First, the FIC has two share classes: voting shares held by the parents, non-voting shares held by the children. That is the instrument. It is not an architecture. The question of what happens when the FIC grows beyond the £2.5m Business Property Relief threshold — when the assets inside it are no longer fully sheltered from IHT — is not answered by the instrument. It requires a strategy.
Second, the FIC does not freeze the estate. The existing value of the assets contributed to the FIC still sits inside the estate of the person who contributed them. The IHT exposure on the contributed assets is unchanged. The FIC only prevents future growth from accumulating inside the estate of the original owner — and only if the structure is designed correctly.
Having a FIC and having the right structure are two different things. The gap between them is where most of the value in this wealth band lives.
What the architecture actually addresses
The three-layer architecture — trading entity, capital layer, constitutional layer — is designed to answer the questions the FIC cannot. What happens if the portfolio grows beyond the BPR threshold? What happens if there is a divorce in the next generation? What happens if the owner dies unexpectedly before the succession plan is complete?

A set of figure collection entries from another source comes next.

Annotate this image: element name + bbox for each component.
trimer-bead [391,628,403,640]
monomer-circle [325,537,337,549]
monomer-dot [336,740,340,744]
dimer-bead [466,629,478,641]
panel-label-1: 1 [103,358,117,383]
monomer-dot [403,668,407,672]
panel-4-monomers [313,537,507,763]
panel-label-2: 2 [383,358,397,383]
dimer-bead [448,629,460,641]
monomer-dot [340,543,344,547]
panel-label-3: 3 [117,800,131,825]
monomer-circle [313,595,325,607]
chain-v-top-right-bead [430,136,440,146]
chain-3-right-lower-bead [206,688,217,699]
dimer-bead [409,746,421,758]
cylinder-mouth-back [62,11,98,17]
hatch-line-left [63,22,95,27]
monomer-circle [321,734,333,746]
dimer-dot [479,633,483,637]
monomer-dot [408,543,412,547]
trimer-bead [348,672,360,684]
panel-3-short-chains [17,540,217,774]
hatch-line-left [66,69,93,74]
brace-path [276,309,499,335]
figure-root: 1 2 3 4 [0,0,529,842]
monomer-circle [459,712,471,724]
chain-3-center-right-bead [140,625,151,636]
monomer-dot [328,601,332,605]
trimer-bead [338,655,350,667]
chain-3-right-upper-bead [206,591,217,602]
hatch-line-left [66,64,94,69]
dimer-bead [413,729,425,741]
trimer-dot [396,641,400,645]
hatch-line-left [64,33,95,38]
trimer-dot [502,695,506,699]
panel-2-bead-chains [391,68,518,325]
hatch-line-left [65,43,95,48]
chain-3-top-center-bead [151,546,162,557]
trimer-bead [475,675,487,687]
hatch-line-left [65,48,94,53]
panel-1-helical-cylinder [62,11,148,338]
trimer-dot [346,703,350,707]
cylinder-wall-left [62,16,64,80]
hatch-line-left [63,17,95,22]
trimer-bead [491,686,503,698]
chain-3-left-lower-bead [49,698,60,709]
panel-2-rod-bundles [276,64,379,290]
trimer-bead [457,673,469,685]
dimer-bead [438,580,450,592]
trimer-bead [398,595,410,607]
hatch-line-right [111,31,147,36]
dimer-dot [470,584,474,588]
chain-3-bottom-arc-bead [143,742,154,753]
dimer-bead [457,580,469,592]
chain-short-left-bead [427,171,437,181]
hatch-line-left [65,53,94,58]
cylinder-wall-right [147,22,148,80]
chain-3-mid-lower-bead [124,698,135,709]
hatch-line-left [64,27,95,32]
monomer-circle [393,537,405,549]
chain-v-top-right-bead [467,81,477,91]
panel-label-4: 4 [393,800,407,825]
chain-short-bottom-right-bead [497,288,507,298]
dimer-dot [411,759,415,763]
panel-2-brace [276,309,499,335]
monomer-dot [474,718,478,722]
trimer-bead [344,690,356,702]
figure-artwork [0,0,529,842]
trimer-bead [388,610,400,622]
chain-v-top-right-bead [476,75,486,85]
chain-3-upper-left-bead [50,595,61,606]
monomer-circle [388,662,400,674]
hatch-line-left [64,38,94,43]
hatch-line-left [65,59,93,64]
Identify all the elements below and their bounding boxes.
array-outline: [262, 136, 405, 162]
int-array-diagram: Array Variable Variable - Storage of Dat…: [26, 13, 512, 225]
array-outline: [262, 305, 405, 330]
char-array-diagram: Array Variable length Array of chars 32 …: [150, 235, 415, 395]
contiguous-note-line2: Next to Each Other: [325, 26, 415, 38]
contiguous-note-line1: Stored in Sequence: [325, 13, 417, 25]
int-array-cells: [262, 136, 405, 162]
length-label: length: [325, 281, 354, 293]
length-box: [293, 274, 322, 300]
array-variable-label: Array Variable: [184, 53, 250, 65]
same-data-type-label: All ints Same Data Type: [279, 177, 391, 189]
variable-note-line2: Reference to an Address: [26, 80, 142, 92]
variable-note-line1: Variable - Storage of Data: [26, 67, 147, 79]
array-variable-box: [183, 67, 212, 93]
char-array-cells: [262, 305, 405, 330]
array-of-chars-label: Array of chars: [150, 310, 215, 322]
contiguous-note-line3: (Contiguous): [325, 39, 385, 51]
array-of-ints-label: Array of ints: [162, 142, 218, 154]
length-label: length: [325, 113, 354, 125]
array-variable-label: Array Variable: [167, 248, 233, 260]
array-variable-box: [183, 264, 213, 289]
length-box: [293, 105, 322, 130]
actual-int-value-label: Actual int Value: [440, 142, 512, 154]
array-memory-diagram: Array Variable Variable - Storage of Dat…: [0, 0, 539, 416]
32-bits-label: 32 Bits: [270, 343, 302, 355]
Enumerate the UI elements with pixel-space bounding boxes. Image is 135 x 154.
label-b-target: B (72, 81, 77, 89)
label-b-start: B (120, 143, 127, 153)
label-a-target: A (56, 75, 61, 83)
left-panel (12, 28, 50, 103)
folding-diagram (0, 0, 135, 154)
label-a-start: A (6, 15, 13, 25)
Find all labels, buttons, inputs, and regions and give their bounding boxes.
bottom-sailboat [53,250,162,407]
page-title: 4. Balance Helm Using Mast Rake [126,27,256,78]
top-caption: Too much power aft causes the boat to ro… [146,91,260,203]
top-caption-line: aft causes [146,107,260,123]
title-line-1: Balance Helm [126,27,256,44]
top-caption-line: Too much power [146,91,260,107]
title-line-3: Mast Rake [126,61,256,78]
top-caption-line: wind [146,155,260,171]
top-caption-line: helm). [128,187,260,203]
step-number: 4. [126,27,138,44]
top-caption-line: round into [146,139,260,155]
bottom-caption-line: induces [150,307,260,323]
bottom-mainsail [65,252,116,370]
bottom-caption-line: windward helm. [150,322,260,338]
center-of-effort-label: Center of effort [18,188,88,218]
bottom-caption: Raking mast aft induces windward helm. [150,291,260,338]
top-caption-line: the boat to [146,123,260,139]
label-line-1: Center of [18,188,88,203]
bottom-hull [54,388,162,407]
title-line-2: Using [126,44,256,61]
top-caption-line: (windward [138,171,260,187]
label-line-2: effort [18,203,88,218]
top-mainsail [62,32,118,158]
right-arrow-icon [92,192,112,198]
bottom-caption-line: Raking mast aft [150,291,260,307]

The constitutional layer is the piece that is almost always missing. It is the shareholder agreements, the bespoke articles of association, the governance documents that determine what happens when something unexpected occurs. It is not a product. It is not an instrument. It is the strategy that holds the instruments together.
The estate freeze technique, built into the capital layer, locks the value of the assets at today's figure. All future growth — every pound of appreciation, every reinvested profit, every new asset acquired after the structure is in place — sits outside the estate from the moment the structure is installed. The IHT on that growth never materialises.
The cost of the lull
Consider a business owner with £5m in combined business and personal wealth, growing at 8% per year. They are 48 years old. They have a holding company and a trust. They believe they are structured.
Without the architecture, in 15 years the estate is worth approximately £15.9m. The IHT liability on death is approximately £6.1m (assuming nil-rate bands of £650,000 for a couple).
With the architecture in place today, the existing £5m value remains in the estate. The future growth — approximately £10.9m — sits outside it. The IHT liability on death is approximately £1.74m (on the frozen £5m value less nil-rate bands).
The difference is approximately £4.36m. That is the cost of the lull.
The qualifying period for IHT ring-fencing begins the day the structure is in place. Not the day you decide to act. Every month of the lull is a month of growth that accumulates inside the estate instead of outside it.
The audit shows you where you are
The structure audit maps your current position across three dimensions: your income tax position, your IHT exposure, and the architecture that addresses the gap. It calculates your specific numbers — your wealth, your growth rate, your timeline, your family situation. The output is a precise picture of what your current structure is costing you and what the architecture changes.
It takes two minutes. It requires no commitment. If the numbers suggest a conversation is worth having, we will say so. If they do not, we will say that too.
The lull is not permanent. But it is expensive. The audit shows you the number.